Jean McNeil is the author of ten books including four novels and a collection of short fiction. Her work has been short-listed for the Governor General’s Award for Fiction, the Journey Prize, and she has won the Prism International prize for short fiction and subsequently for narrative non-fiction. She is the co-director of the Masters in Prose Fiction at the University of East Anglia and lives in London, England.
I really enjoyed this book,as a Nova Scotian I can relate to Jean McNeil description of the landscape and characters. Like the landscape of Cape Breton her characters are sharp, colorful and honed by nature. "Life is a never ending loop"-- grief, loss and the bonds of loved ones are timeless themes of the book in a world where nothing is black and white. Beautiful language that left vivid images in my mind, this is a book I would reccomend to anyone who enjoys a non-sugary read.

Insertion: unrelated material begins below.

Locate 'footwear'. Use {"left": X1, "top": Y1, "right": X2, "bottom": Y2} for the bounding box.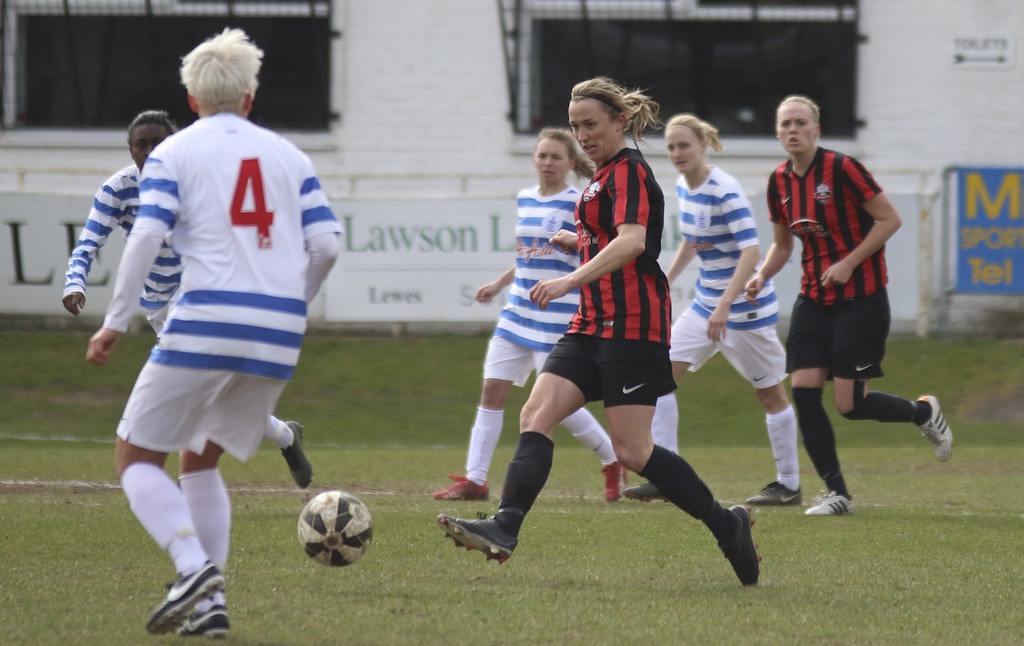
{"left": 600, "top": 455, "right": 626, "bottom": 505}.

This book had been sitting on my shelf for years. I thought it was very well written and very poetically written. The whole book has a dream like quality and sometimes you have a hard time figuring out if what you're reading is actually happening or if its a thought in one of the character's heads. I wish the ending had been tied up a little 'nicer' but I guess the author wanted to leave us thinking messiness would continue. I liked the way the author brought real world events into the narrative. I thought her descriptions of Nova Scotia were good:
"The road to Clam Harbour is a ribbon of frost-shattered asphalt bleached by the sun to an attractive light denim. It cuts through a black corridor of spruce to open onto shimmering fingers of lake."
And: "It is early May and the last of the old ice is unlocking its fists. The thawing ground is strewn with survivors of the yearly permafrost: a Baxter's Chocolate Milk carton, its brown swish bled to yellow, a couple of pennies hollowing the ground in perfect circles, carpets of sodden pine needles, their stale menthol scent. It was hard to believe that one day soon this unlovely spring would become, almost overnight, a hesitant yearning toward summer."
Whew. Sort of a hard and unforgiving book. No easy solutions or feel-good moments. With a spare, thoughtful beauty, though, much like the eastern Canadian landscape in which it takes place.
I started to read McNeil’s book on return from Canada in 2018 but found the writing somewhat excessive. It’s ultimately about two affairs (mother and daughter) but I was more interested (and more convinced) by the descriptions of the country….until I reached one line which captured my irritation with the book:
“Below, the roar of the sea, the pale tourmaline of waves split open by rocks.” (309)
I’m always on the search for words to describe the ocean so I immediately looked up tourmaline. But it’s a complete con. Tourmaline comes in every possible colour including multi-coloured stones like watermelon. So what colour could the author possibly mean? Who knows. And I felt the same way about many of the internalised descriptions of the feelings of the characters.
However, I did love being back in the world of Bras d'or once again.
An engrossing novel about a woman, Eve, returning to her childhood home in Canada's remote and desolate Cape Breton and her eel-fishing father. A romance flares with a summer neighbor, whose experiences researching the Rwandan genocide take up large portions of the story. The past and the present collide for both of them. The ending feels rushed to me, particularly a death in the main character's family, but I like how McNeil delves into the unique forces that shape Eve's point of view.
Difficult read but well worth the effort. Set in Canada's harsh Maritimes, Cape Breton, and tells a parallel story of Eve, who comes back home to care for her ailing father and the tragic past life of her deceased mother. McNeil writes poetically about what the heart wants.